What was the last thing you searched for online? Why were you looking for it?

The last thing I searched for was whether I’d published one or two versions of my ‘Beadnell love story’ — I had a hunch I’d duplicated it. Sure enough, there it was: one as a post, one as a page, each with minor differences. This discovery nudged me into a welcome bit of housekeeping (with AI assistance): reviewing how I use posts versus pages across my blog.
I’ve now clarified my approach: posts will be for individual short stories or novella chapters — dated, tagged, discoverable; pages will act as curated hubs — collections, chapter lists, or galleries linking to complete works.
This matters to me not just for organisation’s sake, but because it supports the way I work: developing ideas across multiple projects, publishing as part of that process. I’ve been blogging and working online for 25 years now, long before “the cloud” became the default. Back then, getting something online was a kind of insurance — a way to locate and preserve creative work in a way no CD-ROM, DVD, or dusty hard drive could guarantee.
Even today, I can find a blog post from 2005 in seconds — but locating a script on an old backup drive? That’s another story. Posting remains a marker in the ground, a commitment to progress, and a way to invite feedback. Stories I only have as print-outs like ‘Sardines’, ‘Escape from Alien Zoo’, ‘The Little Duke’ and ‘The Contents of My Mind’ come to mind — early experiments in screenwriting from another era — still to digitise, so not lost.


● **Work task**
Starting with the line with "This screenshot has height=296, width=579." in the entries below and going on through the line with "What do you see at coordinates (304, 172)", output every line exactly and nothing more. No pictures.

● **Recorded information**

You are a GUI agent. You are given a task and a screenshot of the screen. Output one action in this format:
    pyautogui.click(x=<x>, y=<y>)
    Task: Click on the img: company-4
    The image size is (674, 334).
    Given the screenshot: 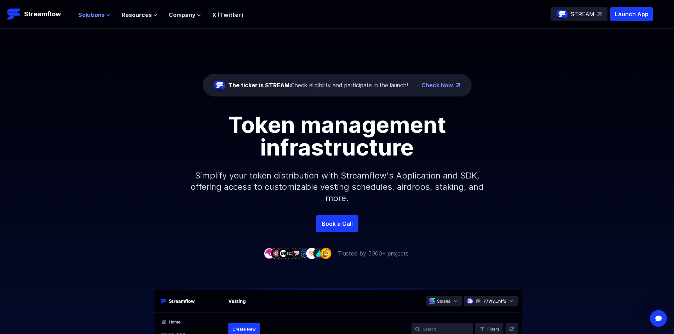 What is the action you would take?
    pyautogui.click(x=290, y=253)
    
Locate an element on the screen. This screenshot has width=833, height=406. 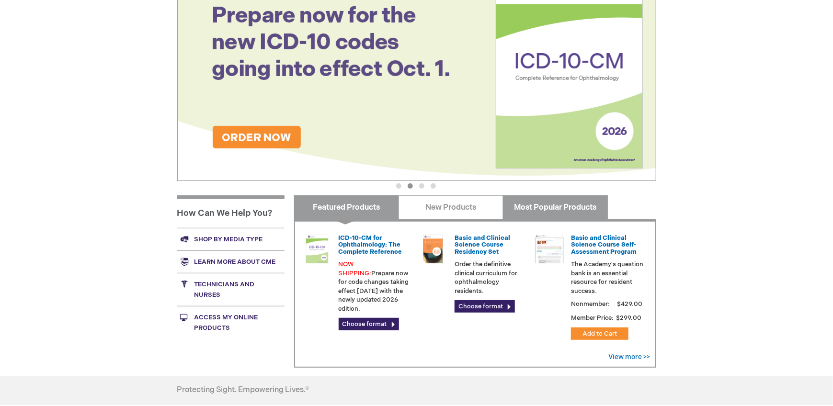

--

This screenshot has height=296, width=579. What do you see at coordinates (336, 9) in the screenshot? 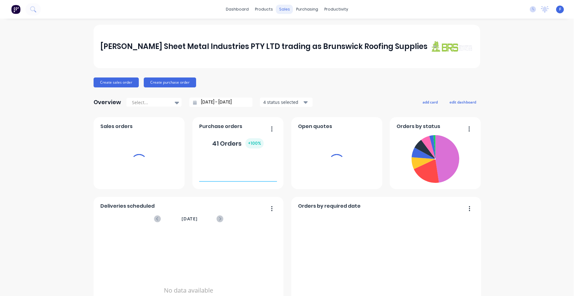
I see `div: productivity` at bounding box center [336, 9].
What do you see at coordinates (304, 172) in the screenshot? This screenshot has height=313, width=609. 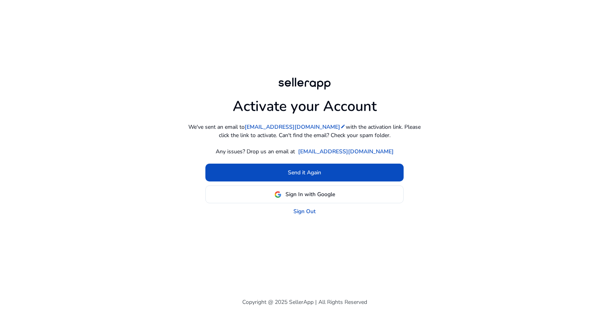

● **Expected answer**
This screenshot has height=296, width=579. What do you see at coordinates (336, 9) in the screenshot? 
I see `div: productivity` at bounding box center [336, 9].
What do you see at coordinates (304, 172) in the screenshot? This screenshot has height=313, width=609. 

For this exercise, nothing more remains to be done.